New farm-to-table initiative at career center is gaining community support
The WS/FCS Career Center Culinary program has been awarded a first-place blue ribbon for co-creating an innovative farm-to-table project focused around telling a new Story of the Plate across the city of Winston-Salem and beyond.
This project is a part of a comprehensive effort of several teachers at Career Center to integrate experiential learning into their classes that include Alternative Energy, Environmental Science, Culinary Arts, Digital Media and others.
Culinary arts teacher Chad Estep enthusiastically stated that “This is the future of education! Connecting our students with all the steps of food production sets them apart from other graduates.” He continued, “We are deeply honored to receive this award and hope that this curriculum spreads beyond Career Center campus.”
Long-time teacher of the Career Center’s popular Alternative Energy course and co-founder of this innovative curriculum design initiative, Kai Ehnes stated that “the course curriculum that we are co-creating here can be replicated anywhere, at any school and most importantly it prepares students for the economy of the future: a bio-based economy.”
“Telling a new story of the plate is simply about reconnecting with natural cycles that make life possible on our little blue miracle planet” said J. Eric Mathis, co-director of the organization spearheading this Curriculum Design initiative. “It’s about understanding that waste is a resource when you consider the larger web of life. Connecting waste-to-soil and soil-to-food.”

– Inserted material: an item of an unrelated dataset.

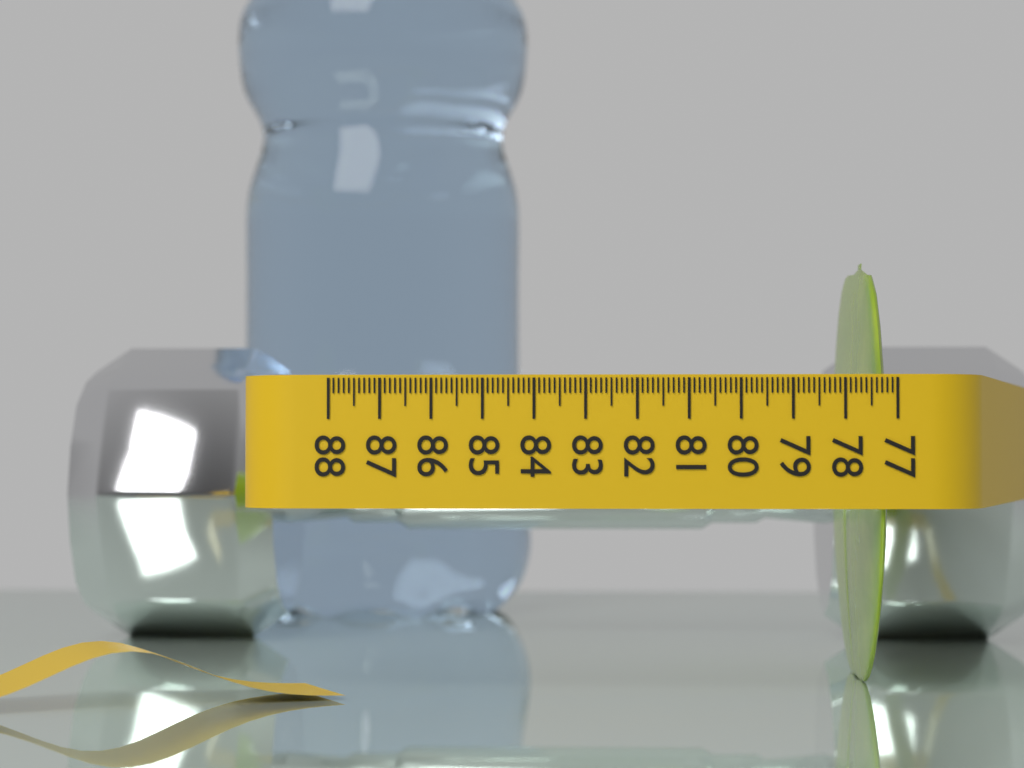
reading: 77.5 (no unit)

“I am excited that environmental science may very well become the norm of the future if this initiative is successful.” Environmental science teacher Andrea Knudsen continued, “To live in a world where food production and perhaps all production processes are commonly understood is a future full of hope and most importantly filled with connections between people and the natural environment that supports all life.”
The Story of the Plate theme helps not only students but the entire community to both understand, and more importantly experience, one of the most important cycles of a bio-based economy: the food cycle. Beginning on Oct. 20, students, community members, volunteers from local businesses and many others began planting food at Miracle Grounds Farm at Crossnore Children’s Home as well as many other partner gardens across the city including Betty and John Holmes Food Bank Garden, Anthony’s Plot and Golar Community Garden.

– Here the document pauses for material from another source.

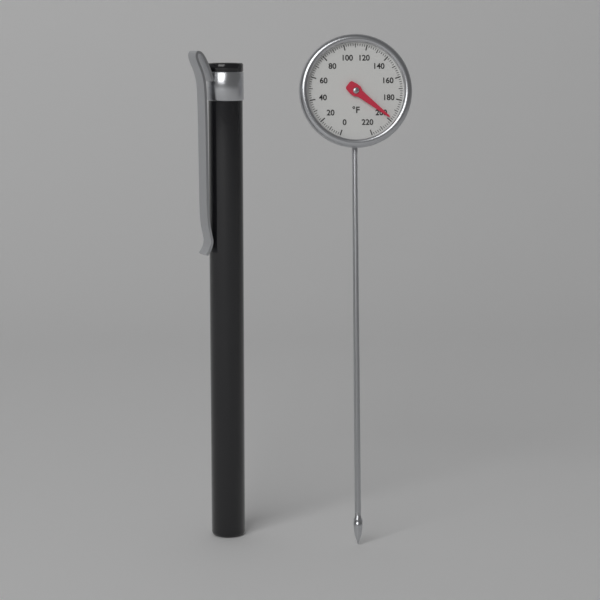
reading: 198 °F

“It’s all about connecting the future with the present and our future is our youth,” stated Kyle Luth, an environmental educator with Minglewood Farm and Nature Preserve, who is helping to develop the new curriculum, along with Gardening Angels (a youth gardening club at Ken Carlson’s Boys and Girls Club) and Career Center’s curriculum design initiative. Luth went on to say that “there appears to be, both in older and younger generations, a disconnect, where many fail to recognize the natural processes that produce the foods we require for happy, healthy lives. It’s our hope that, through this new curriculum design initiative, we can begin to tell a new Story of the Plate and hopefully rebuild these connections from the Soil up!”

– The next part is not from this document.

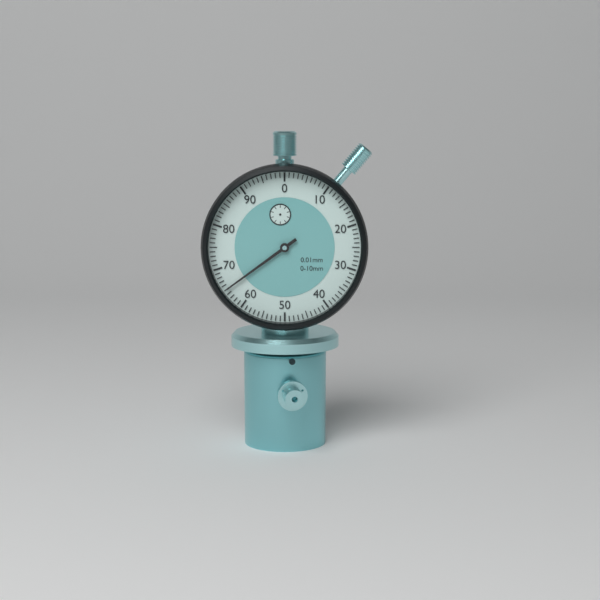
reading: 0.65 mm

“We are proud to be supporting this transformative curriculum design initiative that may not only change the way we do teaching but may very well change the way we do everything we do!” Emphasizing the importance of this curriculum design initiative for the county as a whole, assistant principle Hayes continued, “it’s simple, we are preparing our students and community as a whole for the economy of the future.”
Enthusiastically, Miracle Grounds Farm Director Adam Keener said, “All are welcome to join in! Urban Farming is a Divine path toward creating healthier and more relational communities.”
Keener ended with a contemplative quote by E.M. Tiffany, “I believe in the future of agriculture with a faith born not of words but of deeds.”